Doctors are clamoring for the rights of America’s youth to keep fit this week with an effort to ban fast food ads on television according to the doctor collective from the American Academy of Pediatrics (AAP). According to the U.S. Centers for Disease Control and Prevention (CDC), more than one in six children and teenagers are obese, which is up three-fold from a generation ago.

It was reported that in 2009, the fast food industry spent $4.2 billion on ads in various media. And research shows they work. One study found kids watching cartoons downed 45% more snacks when they were exposed to food ads instead of ads for other products.

Last April, four government agencies requested public comments on a set of voluntary principles for marketing food to children, with the Federal Trade Commission calling childhood obesity “the most serious health crisis facing today’s youth.”

Dr. Victor Strasburger from the AAP said:

“Congress and the Federal Trade Commission have to get tough with the food industry. It’s time for the food industry to clean up its act and not advertise junk food to young children. Just by banning ads for fast food, one study says we could decrease obesity and overweight by 17 percent.”

Nearly a third of American youngsters eat fast food on any given day, the AAP says, with the nation spending in excess of $110 billion every year on things like burgers and French fries. Yikes.

Strasburger continues:

“I think parents have always thought that if their kids were in their room watching TV or on the Internet, they were happy and safe. The research says, maybe not. It’s all just a smokescreen anyway. The big fast food corporations are basically interested in making money, not making good nutritional products. With billions of dollars in profits every year should come a sense of public health responsibility. Unfortunately, it doesn’t seem to.”

Dayna M. Maniccia, of the University at Albany in New York recommends setting a sleep timer for kids to manage television watching habits, besides pushing reading as the good alternative. Maniccia and her colleagues found using an electronic device to ensure the TV turns off at a certain time also appears to be effective.

She said in a recent study:

“Parents should serve as positive role models for their children and limit their own as well as their child(rens’)s television viewing.”

Several companies have already pledged to shift their advertising toward healthier choices for young kids, yet research from last year shows fast food restaurants are stepping up marketing directed at children and toddlers.

Strasburger provides these final recommendations:

“Parents need to listen to the AAP guidelines which say, ‘Limit your child to less than two hours of media time per day, keep the TV set and Internet out of the bedroom and avoid screen time in kids under two. We have to give kids healthy alternatives to being couch potatoes. The question is, how fat do we want people to become? Congress needs to think about that.”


Every line of the entries that holds the word "JSON" is to be copied.

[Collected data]
━━━━━━━━
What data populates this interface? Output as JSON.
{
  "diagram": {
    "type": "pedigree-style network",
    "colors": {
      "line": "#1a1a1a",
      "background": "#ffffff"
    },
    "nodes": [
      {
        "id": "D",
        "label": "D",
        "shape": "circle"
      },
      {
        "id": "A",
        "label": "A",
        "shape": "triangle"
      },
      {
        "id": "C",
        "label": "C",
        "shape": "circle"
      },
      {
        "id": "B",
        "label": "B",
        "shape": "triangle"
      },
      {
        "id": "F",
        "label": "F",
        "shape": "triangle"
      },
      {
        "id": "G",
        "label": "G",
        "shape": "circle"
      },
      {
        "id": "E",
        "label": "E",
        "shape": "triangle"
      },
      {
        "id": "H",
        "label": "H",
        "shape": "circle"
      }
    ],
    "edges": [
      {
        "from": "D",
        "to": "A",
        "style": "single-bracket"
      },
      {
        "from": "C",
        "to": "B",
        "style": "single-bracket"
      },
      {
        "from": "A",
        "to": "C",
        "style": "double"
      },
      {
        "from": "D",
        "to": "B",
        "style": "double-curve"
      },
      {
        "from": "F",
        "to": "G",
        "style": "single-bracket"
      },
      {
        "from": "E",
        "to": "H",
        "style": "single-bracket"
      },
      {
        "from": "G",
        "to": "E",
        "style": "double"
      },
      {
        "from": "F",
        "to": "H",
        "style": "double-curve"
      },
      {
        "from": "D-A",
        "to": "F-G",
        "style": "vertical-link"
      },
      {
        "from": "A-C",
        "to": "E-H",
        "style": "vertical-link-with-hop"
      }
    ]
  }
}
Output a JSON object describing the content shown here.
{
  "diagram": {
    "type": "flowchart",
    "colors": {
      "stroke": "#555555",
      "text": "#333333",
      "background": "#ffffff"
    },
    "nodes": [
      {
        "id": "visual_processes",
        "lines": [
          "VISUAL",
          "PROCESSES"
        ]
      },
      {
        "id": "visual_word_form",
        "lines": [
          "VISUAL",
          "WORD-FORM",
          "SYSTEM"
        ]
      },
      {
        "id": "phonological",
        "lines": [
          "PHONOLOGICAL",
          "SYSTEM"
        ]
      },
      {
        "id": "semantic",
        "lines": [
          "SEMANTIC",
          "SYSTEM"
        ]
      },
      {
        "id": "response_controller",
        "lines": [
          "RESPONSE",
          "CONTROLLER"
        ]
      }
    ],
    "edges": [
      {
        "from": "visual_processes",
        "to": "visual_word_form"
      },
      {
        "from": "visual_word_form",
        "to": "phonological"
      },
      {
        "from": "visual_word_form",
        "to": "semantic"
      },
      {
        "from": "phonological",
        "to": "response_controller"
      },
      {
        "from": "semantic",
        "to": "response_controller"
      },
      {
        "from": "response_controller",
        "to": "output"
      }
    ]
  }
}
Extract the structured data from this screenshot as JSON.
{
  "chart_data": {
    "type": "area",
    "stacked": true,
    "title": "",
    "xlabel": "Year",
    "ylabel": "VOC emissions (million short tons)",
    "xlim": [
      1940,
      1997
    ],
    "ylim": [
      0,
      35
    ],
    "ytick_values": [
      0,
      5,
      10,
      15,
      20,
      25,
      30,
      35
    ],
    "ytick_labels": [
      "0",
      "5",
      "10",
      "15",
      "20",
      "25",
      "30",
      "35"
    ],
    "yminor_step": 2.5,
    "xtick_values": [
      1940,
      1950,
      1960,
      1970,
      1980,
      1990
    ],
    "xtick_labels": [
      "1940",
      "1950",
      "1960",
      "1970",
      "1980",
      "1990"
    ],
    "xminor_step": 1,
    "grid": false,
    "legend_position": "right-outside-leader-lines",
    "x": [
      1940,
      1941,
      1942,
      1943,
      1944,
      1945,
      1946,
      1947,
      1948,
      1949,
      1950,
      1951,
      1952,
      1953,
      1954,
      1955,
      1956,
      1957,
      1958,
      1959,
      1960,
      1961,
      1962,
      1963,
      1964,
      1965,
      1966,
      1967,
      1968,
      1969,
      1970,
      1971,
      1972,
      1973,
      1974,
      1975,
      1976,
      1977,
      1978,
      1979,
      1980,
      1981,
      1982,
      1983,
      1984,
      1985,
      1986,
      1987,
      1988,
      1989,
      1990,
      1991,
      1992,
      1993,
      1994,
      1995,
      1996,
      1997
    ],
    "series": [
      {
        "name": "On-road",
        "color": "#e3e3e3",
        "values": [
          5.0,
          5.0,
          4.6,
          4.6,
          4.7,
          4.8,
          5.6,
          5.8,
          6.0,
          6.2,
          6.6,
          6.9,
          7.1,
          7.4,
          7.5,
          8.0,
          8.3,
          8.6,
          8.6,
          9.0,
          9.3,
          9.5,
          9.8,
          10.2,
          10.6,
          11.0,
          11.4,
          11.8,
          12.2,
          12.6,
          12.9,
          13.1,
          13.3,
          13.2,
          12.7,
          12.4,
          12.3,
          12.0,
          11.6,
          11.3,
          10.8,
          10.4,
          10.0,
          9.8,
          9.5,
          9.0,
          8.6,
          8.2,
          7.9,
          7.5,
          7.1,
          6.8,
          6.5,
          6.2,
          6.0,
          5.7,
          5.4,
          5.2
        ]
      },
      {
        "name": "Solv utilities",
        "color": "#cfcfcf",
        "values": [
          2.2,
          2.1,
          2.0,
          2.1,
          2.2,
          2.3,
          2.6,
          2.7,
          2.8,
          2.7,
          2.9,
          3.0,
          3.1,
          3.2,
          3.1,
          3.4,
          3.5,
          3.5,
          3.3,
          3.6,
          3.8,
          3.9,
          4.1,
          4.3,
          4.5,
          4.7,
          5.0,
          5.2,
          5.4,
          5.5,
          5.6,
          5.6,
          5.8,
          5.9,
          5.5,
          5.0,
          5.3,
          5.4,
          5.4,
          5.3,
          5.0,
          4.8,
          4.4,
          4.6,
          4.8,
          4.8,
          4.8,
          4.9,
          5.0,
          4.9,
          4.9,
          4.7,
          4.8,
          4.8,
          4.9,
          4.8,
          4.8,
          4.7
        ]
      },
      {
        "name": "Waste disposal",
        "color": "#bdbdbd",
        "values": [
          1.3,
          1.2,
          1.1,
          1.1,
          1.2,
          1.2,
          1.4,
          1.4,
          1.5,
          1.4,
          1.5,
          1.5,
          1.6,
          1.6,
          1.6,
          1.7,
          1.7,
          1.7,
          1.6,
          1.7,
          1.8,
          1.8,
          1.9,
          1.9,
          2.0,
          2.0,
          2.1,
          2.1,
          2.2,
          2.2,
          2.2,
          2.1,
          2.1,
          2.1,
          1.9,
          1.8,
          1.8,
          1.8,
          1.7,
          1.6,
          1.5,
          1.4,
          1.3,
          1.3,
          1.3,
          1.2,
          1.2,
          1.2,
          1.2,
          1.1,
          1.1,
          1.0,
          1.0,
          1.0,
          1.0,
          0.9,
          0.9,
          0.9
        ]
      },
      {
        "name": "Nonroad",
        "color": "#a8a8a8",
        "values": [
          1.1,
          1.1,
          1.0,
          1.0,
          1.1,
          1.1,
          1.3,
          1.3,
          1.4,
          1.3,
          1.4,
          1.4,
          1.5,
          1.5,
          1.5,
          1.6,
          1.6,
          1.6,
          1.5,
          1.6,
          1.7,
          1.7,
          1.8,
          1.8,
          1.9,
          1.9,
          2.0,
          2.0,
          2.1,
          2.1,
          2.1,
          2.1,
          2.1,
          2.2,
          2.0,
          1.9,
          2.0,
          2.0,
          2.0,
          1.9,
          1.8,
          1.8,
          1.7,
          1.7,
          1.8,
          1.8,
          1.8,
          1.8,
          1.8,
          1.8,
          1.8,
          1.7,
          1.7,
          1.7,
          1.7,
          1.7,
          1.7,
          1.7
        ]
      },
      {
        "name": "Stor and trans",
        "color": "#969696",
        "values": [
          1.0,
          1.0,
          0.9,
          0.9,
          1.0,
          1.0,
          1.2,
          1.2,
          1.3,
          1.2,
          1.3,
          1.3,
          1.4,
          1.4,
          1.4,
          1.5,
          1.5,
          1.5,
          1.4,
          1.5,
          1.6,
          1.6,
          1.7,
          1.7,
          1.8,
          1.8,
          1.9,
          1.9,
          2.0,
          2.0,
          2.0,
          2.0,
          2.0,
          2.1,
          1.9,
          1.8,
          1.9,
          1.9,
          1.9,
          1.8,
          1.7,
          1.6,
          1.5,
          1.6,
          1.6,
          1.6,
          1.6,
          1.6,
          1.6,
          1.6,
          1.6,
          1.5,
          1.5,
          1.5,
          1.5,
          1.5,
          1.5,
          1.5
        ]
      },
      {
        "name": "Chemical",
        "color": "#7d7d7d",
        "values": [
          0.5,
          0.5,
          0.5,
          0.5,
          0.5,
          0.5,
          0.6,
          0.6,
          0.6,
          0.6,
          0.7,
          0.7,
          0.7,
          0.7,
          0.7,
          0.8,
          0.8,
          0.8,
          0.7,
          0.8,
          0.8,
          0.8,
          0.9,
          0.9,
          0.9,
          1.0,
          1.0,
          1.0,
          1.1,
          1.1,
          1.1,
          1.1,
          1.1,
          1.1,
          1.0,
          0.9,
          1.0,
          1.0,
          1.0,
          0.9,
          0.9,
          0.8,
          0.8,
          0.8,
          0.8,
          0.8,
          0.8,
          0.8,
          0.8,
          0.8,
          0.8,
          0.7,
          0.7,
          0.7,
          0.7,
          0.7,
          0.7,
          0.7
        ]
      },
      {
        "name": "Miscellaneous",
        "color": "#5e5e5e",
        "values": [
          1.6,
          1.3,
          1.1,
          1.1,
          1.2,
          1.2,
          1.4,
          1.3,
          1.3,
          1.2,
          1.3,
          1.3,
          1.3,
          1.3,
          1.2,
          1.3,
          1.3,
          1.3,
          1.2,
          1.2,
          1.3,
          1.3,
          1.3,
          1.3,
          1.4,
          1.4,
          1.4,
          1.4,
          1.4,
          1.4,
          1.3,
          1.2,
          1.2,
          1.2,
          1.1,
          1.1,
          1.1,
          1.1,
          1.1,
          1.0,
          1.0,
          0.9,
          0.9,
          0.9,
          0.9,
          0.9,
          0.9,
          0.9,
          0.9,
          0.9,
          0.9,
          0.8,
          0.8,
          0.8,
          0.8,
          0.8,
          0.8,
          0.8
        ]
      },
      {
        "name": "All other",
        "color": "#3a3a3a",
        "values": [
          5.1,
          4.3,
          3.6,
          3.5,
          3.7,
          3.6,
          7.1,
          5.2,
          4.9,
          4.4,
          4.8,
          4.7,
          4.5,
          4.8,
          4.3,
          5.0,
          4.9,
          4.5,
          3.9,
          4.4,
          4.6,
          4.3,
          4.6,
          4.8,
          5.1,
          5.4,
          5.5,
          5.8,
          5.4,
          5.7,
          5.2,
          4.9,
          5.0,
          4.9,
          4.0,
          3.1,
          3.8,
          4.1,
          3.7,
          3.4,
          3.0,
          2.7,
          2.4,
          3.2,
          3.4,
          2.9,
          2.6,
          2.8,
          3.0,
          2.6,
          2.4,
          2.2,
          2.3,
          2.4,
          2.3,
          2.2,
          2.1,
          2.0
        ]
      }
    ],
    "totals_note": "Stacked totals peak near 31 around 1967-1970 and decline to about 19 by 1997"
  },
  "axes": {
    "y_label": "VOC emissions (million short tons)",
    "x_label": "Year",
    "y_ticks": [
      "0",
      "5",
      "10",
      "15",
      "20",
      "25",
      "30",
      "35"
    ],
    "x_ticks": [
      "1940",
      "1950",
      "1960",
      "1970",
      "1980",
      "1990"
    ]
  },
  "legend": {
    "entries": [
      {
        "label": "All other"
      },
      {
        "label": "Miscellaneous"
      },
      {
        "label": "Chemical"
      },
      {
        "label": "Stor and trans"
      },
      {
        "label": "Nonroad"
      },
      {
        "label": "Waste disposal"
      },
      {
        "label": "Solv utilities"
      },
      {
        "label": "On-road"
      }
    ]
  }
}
━━━━━━━━
EXERCISE SOLUTION |
What data populates this interface? Output as JSON.
Output a JSON object describing the content shown here.
Extract the structured data from this screenshot as JSON.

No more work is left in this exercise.